Youth unemployment:

Not my own words, but those of Taoiseach Enda Kenny at the Fine Gael ard fheis last year.
I wonder then, in what contempt the Taoiseach and his Government hold young unemployed people in, given the cuts to Jobseeker’s Allowance announced in Tuesday’s budget?
How lazy, how stupid, how unambitious, does he think we are not to want a better life for ourselves?
The cuts are a crude attack on the generation least culpable for creating the unholy mess of a nation we seem set to inherit.
They are an attack on people who, for the most part, desperately want a job — a proper, paid job that acknowledges and rewards their skills.
There are now 66,153 people under the age of 25 on the live register.
The unemployment rate remains atrociously high, at 13.3%, and 32,897 new claimants signed on last month.
Budget 2014 means new claimants under 24 will be capped at €100, with 25-year-olds receiving €144 and those aged 26 and over with €188 per week to look forward to.
The graduated, age-dependent nature of the measures should be no surprise really — by such metrics we can see how the middle-aged policymakers deem themselves to be of greater import than the young people for whom they are supposed to be providing jobs.
There is no denying that some people claiming Jobseeker’s Allowance see the dole as an easy way to avoid work and maintain a decent lifestyle — doing whatever it is they do with their lives. They are people that I, my peers, and the population at large, would love nothing more than to see their support withdrawn or dramatically reduced. They are, however, also a minority, and total nowhere near 66,153.
It is at this small cohort of a much larger group that the Government has aimed its myopic cuts.
Nobody expects a magic wand to be waved, bringing an abundance of jobs springing forth from the fragile global economy overnight. What we do expect is that our Government doesn’t denigrate our ambitions in the meantime, but rather treats us with a little more respect than they’ve shown this week.
The only motivation Budget 2014 offers under-26s is for further questioning their future in this country — Michael McGrath’s story of a constituent being offered a list of job opportunities in Canada by the Department of Social Welfare says it all.
Training and re-education measures, of course, have their place in redirecting labour from industries that can no longer accommodate the numbers they once did, but a huge number of people are trained to the hilt and it’s jobs we really need. Many have college degrees; postgraduate and master’s degrees; are former professionals who have been laid off or are skilled and experienced in the trade sector and others.
Education Minister Ruairi Quinn, like the Taoiseach, believes we need to be “more ambitious for our young people”.
Unfortunately, minister, it’s jobs we lack, not ambition.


** Problem details **
Search the data for "curve" and copy every matching line.

Records from a data collection
►
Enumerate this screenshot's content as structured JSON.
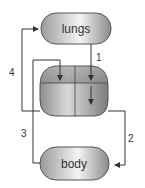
{
  "diagram": {
    "nodes": {
      "lungs": {
        "label": "lungs"
      },
      "body": {
        "label": "body"
      },
      "heart": {
        "label": ""
      }
    },
    "arrows": [
      {
        "label": "1",
        "from": "lungs",
        "to": "heart-right-chamber"
      },
      {
        "label": "2",
        "from": "heart",
        "to": "body"
      },
      {
        "label": "3",
        "from": "body",
        "to": "heart-left-chamber"
      },
      {
        "label": "4",
        "from": "heart",
        "to": "lungs"
      }
    ]
  }
}
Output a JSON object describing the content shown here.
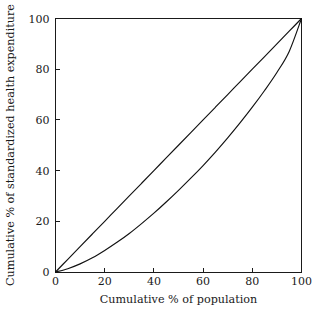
{
  "chart_data": {
    "type": "line",
    "title": "",
    "subtitle": "",
    "xlabel": "Cumulative % of population",
    "ylabel": "Cumulative % of standardized health expenditure",
    "xlim": [
      0,
      100
    ],
    "ylim": [
      0,
      100
    ],
    "grid": false,
    "legend": null,
    "xticks": [
      0,
      20,
      40,
      60,
      80,
      100
    ],
    "yticks": [
      0,
      20,
      40,
      60,
      80,
      100
    ],
    "xtick_labels": [
      "0",
      "20",
      "40",
      "60",
      "80",
      "100"
    ],
    "ytick_labels": [
      "0",
      "20",
      "40",
      "60",
      "80",
      "100"
    ],
    "frame": "box",
    "tick_direction": "in",
    "colors": {
      "line": "#111111",
      "frame": "#1a1a1a",
      "background": "#ffffff",
      "text": "#1a1a1a"
    },
    "x": [
      0,
      5,
      10,
      15,
      20,
      25,
      30,
      35,
      40,
      45,
      50,
      55,
      60,
      65,
      70,
      75,
      80,
      85,
      90,
      95,
      100
    ],
    "series": [
      {
        "name": "line of equality",
        "type": "line",
        "values": [
          0,
          5,
          10,
          15,
          20,
          25,
          30,
          35,
          40,
          45,
          50,
          55,
          60,
          65,
          70,
          75,
          80,
          85,
          90,
          95,
          100
        ]
      },
      {
        "name": "Lorenz curve",
        "type": "line",
        "values": [
          0,
          1.3,
          3.2,
          5.6,
          8.5,
          11.7,
          15.2,
          19.1,
          23.2,
          27.6,
          32.2,
          37.0,
          42.0,
          47.3,
          52.9,
          58.8,
          65.0,
          71.6,
          78.7,
          87.0,
          100
        ]
      }
    ]
  }
}
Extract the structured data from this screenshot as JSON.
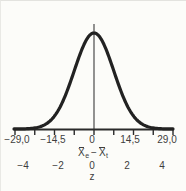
{
  "colors": {
    "curve": "#222222",
    "axis": "#2b2b2b",
    "mean_line": "#4a4a4a",
    "text": "#3e3e3e",
    "background": "#fcfcf9"
  },
  "chart_data": {
    "type": "line",
    "title": "",
    "curve": {
      "shape": "gaussian",
      "description": "standard normal distribution bell curve with vertical line at the mean",
      "mean_z": 0,
      "sigma_z": 1,
      "z_domain": [
        -4,
        4
      ]
    },
    "axes": [
      {
        "id": "mean-difference",
        "label": "X̄e − X̄t",
        "label_parts": {
          "x1": "X",
          "sub1": "e",
          "minus": "−",
          "x2": "X",
          "sub2": "t"
        },
        "tick_labels": [
          "−29,0",
          "−14,5",
          "0",
          "14,5",
          "29,0"
        ],
        "tick_values": [
          -29.0,
          -14.5,
          0,
          14.5,
          29.0
        ],
        "range": [
          -29.0,
          29.0
        ],
        "decimal_separator": ","
      },
      {
        "id": "z-score",
        "label": "z",
        "tick_labels": [
          "−4",
          "−2",
          "0",
          "2",
          "4"
        ],
        "tick_values": [
          -4,
          -2,
          0,
          2,
          4
        ],
        "minor_tick_step": 1,
        "range": [
          -4,
          4
        ]
      }
    ],
    "layout": {
      "grid": false,
      "legend": false,
      "plot": {
        "center_x": 93,
        "px_per_z": 19.75,
        "baseline_y": 128,
        "amplitude_px": 96,
        "x_left": 13,
        "x_right": 172,
        "centerline_top_y": 23,
        "tick_len": 5,
        "minor_tick_z_step": 1
      }
    }
  }
}
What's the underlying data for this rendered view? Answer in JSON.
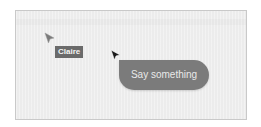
{
  "canvas": {
    "background_color": "#ececec",
    "border_color": "#c9c9c9"
  },
  "collaborator": {
    "name": "Claire",
    "cursor_color": "#7a7a7a",
    "tag_color": "#6a6a6a"
  },
  "local_user": {
    "cursor_color": "#1a1a1a",
    "chat_bubble": {
      "placeholder": "Say something",
      "value": "",
      "color": "#7b7b7b"
    }
  },
  "icons": {
    "collaborator_cursor": "arrow-cursor-icon",
    "local_cursor": "arrow-cursor-icon"
  }
}
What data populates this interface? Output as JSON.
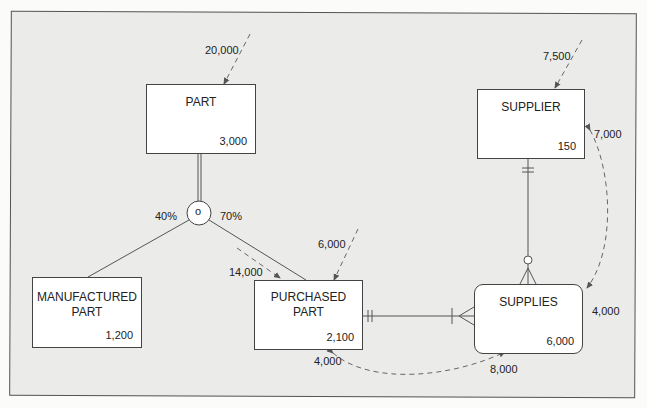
{
  "diagram": {
    "type": "EER transaction-volume / usage map",
    "entities": [
      {
        "id": "part",
        "name": "PART",
        "volume": "3,000",
        "access_in": "20,000"
      },
      {
        "id": "supplier",
        "name": "SUPPLIER",
        "volume": "150",
        "access_in": "7,500"
      },
      {
        "id": "manufactured_part",
        "name": "MANUFACTURED\nPART",
        "volume": "1,200"
      },
      {
        "id": "purchased_part",
        "name": "PURCHASED\nPART",
        "volume": "2,100",
        "access_in": "6,000"
      },
      {
        "id": "supplies",
        "name": "SUPPLIES",
        "volume": "6,000",
        "associative": true
      }
    ],
    "subtype_circle": {
      "symbol": "o",
      "left_pct": "40%",
      "right_pct": "70%"
    },
    "access_labels": {
      "part_in": "20,000",
      "supplier_in": "7,500",
      "purchased_part_in": "6,000",
      "part_to_purchased": "14,000",
      "supplier_to_supplies_top": "7,000",
      "supplier_to_supplies_bottom": "4,000",
      "purchased_supplies_left": "4,000",
      "purchased_supplies_right": "8,000"
    },
    "colors": {
      "frame_bg": "#ebebea",
      "line": "#555555",
      "dashed": "#666666",
      "box_bg": "#ffffff"
    }
  }
}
◄
** Result **
        "name": "Lorenz curve",
    "curve": "#222222",
    "curve": {
      "description": "standard normal distribution bell curve with vertical line at the mean",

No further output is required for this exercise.